Swedish chef Paul Svensson is known for being a hardcore vegetable aficionado and a cook of the highest calibre. His frequent TV appearances, including a judge gig at Top Chef Sweden, has made him a household name in Sweden. Svensson has also written several cookbooks and is currently at the helm of the restaurant at Fotografiska, a photography museum in Stockholm, and most recently ReTaste, a pop-up restaurant with focus on sustainability.
“I have a huge love for vegetables. I want to change people’s perspective on how we look at what is exclusive and what is not,” says Svensson. “People need to understand that if you work with nature, the most reasonable thing would be to start creating dishes out of vegetables, versus parts of the animal kingdom. Also, we should get a better point of view of what an ecosystem really looks like. If we want to keep it like this, we should enjoy it in a right way with the right sort of proportions on the plate. It’s all about cherishing and showing that vegetables have the same pleasure perspective as shellfish, meat or anything else.”
Although we are seeing more and more plant-forward restaurants popping up, it’s important to understand that it wasn’t always like this.
“When we started out, approximately 14 years ago, we went the opposite way. We started creating the dish with the vegetable, and then we added meat or fish. It was so different. People thought it was very peculiar. Moreover, back then there was no sustainability aspect to it; there was no ‘if we do this then we are going to save the world.’ It was just about pleasure. We noticed that doing things this way creates more complex, tastier, fresher and basically more interesting food.”
Nordic Plant-based Flavours
Operating in the Nordic countries does have its difficulties. “One of the challenges we face in Sweden is that we don’t have the variety of vegetables that they have in California, for example, where the season to grow vegetables is all year around more or less. In Sweden, people have mainly been growing vegetables to get large quantities instead of growing a wider variety.”
“We have a peculiar way of looking at a carrot because a carrot is not only just ‘A’ carrot. There are thousands of different seeds of carrots which, of course, provide a thousand different flavors but they also offer a thousand different textures. We need to figure out what kind of products we need to grow at what place and at what time of the year. So, maybe in a few years when you go to a restaurant, you might be eating only carrots, but you would not get fed up because there is such a massive difference between the flavors, textures and the looks of it.”
Plant-based food has become a long way, but it still has even a longer way to go. “We are only in the starter position of what we can do with vegetables. There is so much more to examine when it comes to plant-based food. Many things we have been taught are wrong. For instance, if you look at a cucumber and say this is a mature cucumber, it’s not. It’s an immature cucumber, but we don’t know that because that’s what we have been taught throughout the years. A mature cucumber is yellow. It’s a lot about tradition and norm.”
Developing New Senses Through Food
Talking about fine dining and high-end restaurants, Svensson emphasizes that exclusivity is not just about money. “There is the perspective of ‘is it priceworthy’?' Can I pay the same amount of money for carrots that I would normally do for scallops, for example? We need to get the consumer’s perspective to change a bit. It’s not less pleasure because we eat things we wouldn’t eat before, it just means more pleasure. The curiosity and surprise when you realize something is tastier than you thought it was, makes it exclusive. If you eat waste and it’s tastier than caviar, it becomes exclusive even though it doesn’t cost anything. It doesn’t have anything to do with a price.”
“It’s fascinating to see the difference in people’s eyes when they are developing new senses through a dinner,” says Svensson, who recently launched a pop-up restaurant in Stockholm called ReTaste.
“I’m really interested in how a fine dining kitchen can also be a healthy kitchen. There are always walls between different sectors of cooking. Either you do plant-based, super fine dining French kitchen or you do a healthy kitchen. Providing bridges in between to make a kitchen that is plant-based but super tasty and fine dining would be a natural evolution. Why should we make food that is not good for us, it doesn’t make any sense."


ASSIGNMENT: Looking at each line of the data below, tally those that contain the word "diaper" and give only the total.

(Beginning of MATERIAL PROVIDED)

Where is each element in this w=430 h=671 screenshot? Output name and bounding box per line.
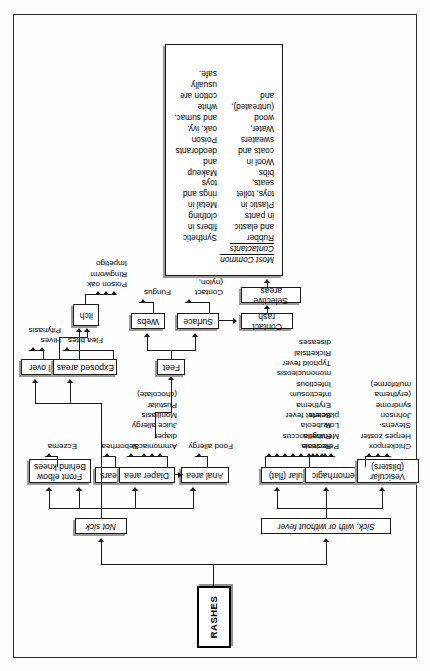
contactants-column-right: Synthetic fibers in clothing Metal in ri… — [174, 68, 217, 243]
rail-itch-stub — [85, 294, 86, 304]
leaves-all-over: Hives Pityriasis — [21, 325, 61, 345]
connector-notsick-to-elbow — [49, 490, 50, 509]
arrow-anal-leaf — [196, 453, 202, 457]
connector-root-to-sick — [326, 541, 327, 565]
node-surface: Surface — [177, 313, 219, 329]
leaves-hemorrhagic: Petechiae Meningococcus Low platelets — [305, 431, 339, 451]
arrow-webs-leaf — [140, 299, 146, 303]
rail-ears-stub — [115, 456, 116, 467]
contactants-column-left: Rubber and elastic in pants Plastic in t… — [231, 68, 274, 243]
connector-rightcluster-riser — [35, 403, 102, 404]
connector-root-trunk — [213, 564, 214, 586]
connector-sick-to-hemorrhagic — [326, 490, 327, 509]
arrow-notsick-to-anal — [190, 487, 196, 491]
arrow-to-feet — [168, 376, 174, 380]
connector-feet-stub — [171, 350, 172, 359]
node-diaper-area: Diaper area — [119, 467, 175, 483]
connector-to-allover — [35, 382, 36, 404]
connector-kink-v — [155, 412, 171, 413]
arrow-root-to-sick — [323, 538, 329, 542]
arrow-surface-leaf — [186, 299, 192, 303]
node-selective-areas: Selective areas — [241, 287, 301, 303]
connector-notsick-to-ears — [79, 490, 80, 509]
most-common-contactants-panel: Most Common Contactants Rubber and elast… — [165, 44, 283, 276]
node-not-sick: Not sick — [75, 518, 127, 534]
arrow-notsick-to-diaper — [132, 487, 138, 491]
leaves-elbow-knees: Eczema — [37, 435, 77, 451]
node-sick: Sick, with or without fever — [261, 518, 391, 534]
arrow-exposed-to-itch — [76, 328, 82, 332]
connector-to-exposed — [70, 382, 71, 404]
leaves-anal-area: Food allergy — [187, 435, 233, 451]
connector-sick-to-vesicular — [382, 490, 383, 509]
connector-notsick-to-diaper — [135, 490, 136, 509]
page-root: RASHES Sick, with or without fever Macul — [0, 0, 430, 671]
node-anal-area: Anal area — [181, 467, 229, 483]
rail-diaper-stub — [167, 456, 168, 467]
node-feet: Feet — [157, 359, 185, 375]
arrow-vesicular-leaf-1 — [366, 453, 372, 457]
arrow-macular-leaf-4 — [290, 453, 296, 457]
rail-surface-stub — [209, 302, 210, 313]
node-rashes: RASHES — [197, 586, 231, 648]
connector-sick-to-macular — [277, 490, 278, 509]
arrow-itch-leaf-2 — [103, 291, 109, 295]
connector-feet-to-webs — [147, 336, 148, 351]
node-itch: itch — [73, 304, 99, 326]
arrow-elbow-leaf — [46, 453, 52, 457]
node-vesicular: Vesicular (blisters) — [357, 459, 419, 483]
leaves-webs: Fungus — [131, 281, 171, 297]
node-elbow-knees: Front elbow Behind knees — [29, 459, 91, 483]
arrow-sick-to-hemorrhagic — [323, 487, 329, 491]
arrow-root-to-notsick — [98, 538, 104, 542]
rail-exposed-stub — [113, 350, 114, 359]
arrow-surface-to-contactrash — [233, 318, 237, 324]
arrow-vesicular-leaf-3 — [384, 453, 390, 457]
leaves-diaper-area: Ammoniacal diaper Juice allergy Monilias… — [115, 417, 177, 451]
rail-elbow-stub — [57, 456, 58, 467]
connector-allover-to-itch-a — [59, 337, 60, 359]
arrow-to-allover — [32, 379, 38, 383]
rail-hemorrhagic-stub — [309, 456, 310, 467]
arrow-feet-to-webs — [144, 333, 150, 337]
connector-root-split — [101, 564, 327, 565]
connector-notsick-stub — [101, 508, 102, 518]
node-exposed-areas: Exposed areas — [53, 359, 117, 375]
arrow-selective-to-contactants — [264, 279, 270, 283]
rail-allover-stub — [43, 350, 44, 359]
arrow-vesicular-leaf-2 — [375, 453, 381, 457]
connector-notsick-lower-right-a — [155, 412, 156, 438]
node-webs: Webs — [131, 313, 165, 329]
arrow-sick-to-macular — [274, 487, 280, 491]
arrow-notsick-to-elbow — [46, 487, 52, 491]
arrow-macular-leaf-5 — [298, 453, 304, 457]
arrow-itch-leaf-3 — [111, 291, 117, 295]
arrow-diaper-leaf-4 — [157, 453, 163, 457]
arrow-allover-to-itch — [84, 328, 90, 332]
arrow-hemorrhagic-leaf-2 — [319, 453, 325, 457]
contactants-caption: Most Common Contactants — [181, 243, 274, 265]
rail-macular-stub — [265, 456, 266, 467]
rail-vesicular-stub — [365, 456, 366, 467]
rail-exposed — [63, 350, 113, 351]
arrow-itch-leaf-1 — [95, 291, 101, 295]
arrow-macular-leaf-2 — [274, 453, 280, 457]
arrow-ears-leaf — [104, 453, 110, 457]
arrow-to-exposed — [67, 379, 73, 383]
arrow-diaper-leaf-2 — [141, 453, 147, 457]
connector-root-to-notsick — [101, 541, 102, 565]
arrow-exposed-leaf-1 — [64, 347, 70, 351]
connector-notsick-to-anal — [193, 490, 194, 509]
arrow-diaper-to-anal — [178, 472, 182, 478]
diagram-frame: RASHES Sick, with or without fever Macul — [13, 14, 417, 658]
leaves-vesicular: Chickenpox Herpes zoster Stevens-Johnson… — [359, 417, 411, 451]
arrow-hemorrhagic-leaf-1 — [310, 453, 316, 457]
arrow-diaper-leaf-1 — [128, 453, 134, 457]
connector-sick-spine — [277, 508, 383, 509]
arrow-notsick-to-ears — [76, 487, 82, 491]
arrow-feet-to-surface — [192, 333, 198, 337]
arrow-macular-leaf-3 — [282, 453, 288, 457]
rail-webs-stub — [153, 302, 154, 313]
arrow-contactrash-to-selective — [264, 305, 270, 309]
arrow-diaper-leaf-3 — [149, 453, 155, 457]
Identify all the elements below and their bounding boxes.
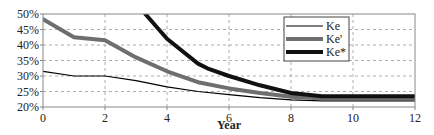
y-tick-label: 50% [17,7,39,21]
legend: KeKe'Ke* [284,17,349,61]
x-tick-label: 4 [164,111,170,125]
series-line-3 [145,14,415,96]
x-tick-label: 8 [288,111,294,125]
x-tick-label: 0 [40,111,46,125]
legend-label: Ke* [326,45,346,59]
grid [43,14,415,107]
y-tick-label: 30% [17,69,39,83]
legend-label: Ke [326,19,340,33]
y-tick-label: 40% [17,38,39,52]
y-axis: 20%25%30%35%40%45%50% [17,7,43,114]
x-tick-label: 2 [102,111,108,125]
x-axis-label: Year [217,118,242,132]
y-tick-label: 25% [17,85,39,99]
y-tick-label: 35% [17,54,39,68]
y-tick-label: 45% [17,23,39,37]
x-tick-label: 10 [347,111,359,125]
x-tick-label: 12 [409,111,421,125]
legend-label: Ke' [326,32,342,46]
y-tick-label: 20% [17,100,39,114]
line-chart: 20%25%30%35%40%45%50% 024681012 Year KeK… [0,0,434,135]
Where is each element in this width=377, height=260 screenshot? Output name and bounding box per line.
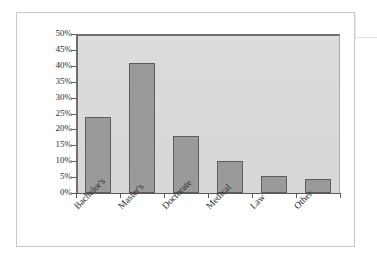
y-axis-tick-label: 25% — [56, 109, 73, 118]
y-axis-tick-mark — [71, 145, 76, 146]
y-axis-tick-label: 20% — [56, 124, 73, 133]
y-axis-tick-label: 35% — [56, 77, 73, 86]
y-axis-tick-label: 30% — [56, 93, 73, 102]
y-axis-tick-label: 50% — [56, 29, 73, 38]
y-axis-tick-label: 15% — [56, 140, 73, 149]
y-axis-tick-mark — [71, 34, 76, 35]
bar — [129, 63, 155, 193]
y-axis-tick-mark — [71, 177, 76, 178]
y-axis-tick-label: 45% — [56, 45, 73, 54]
stray-vertical-line — [355, 12, 356, 40]
plot-area — [76, 34, 340, 193]
y-axis-tick-mark — [71, 161, 76, 162]
chart-canvas: 50%45%40%35%30%25%20%15%10%5%0% Bachelor… — [0, 0, 377, 260]
x-axis-tick-mark — [340, 194, 341, 198]
y-axis-tick-mark — [71, 50, 76, 51]
bar — [261, 176, 287, 193]
y-axis-tick-mark — [71, 129, 76, 130]
y-axis-tick-label: 40% — [56, 61, 73, 70]
y-axis-labels: 50%45%40%35%30%25%20%15%10%5%0% — [42, 0, 72, 260]
y-axis-tick-label: 10% — [56, 156, 73, 165]
y-axis-tick-mark — [71, 82, 76, 83]
y-axis-tick-mark — [71, 98, 76, 99]
y-axis-tick-mark — [71, 66, 76, 67]
y-axis-tick-mark — [71, 114, 76, 115]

(End of MATERIAL PROVIDED)

REPLY: 10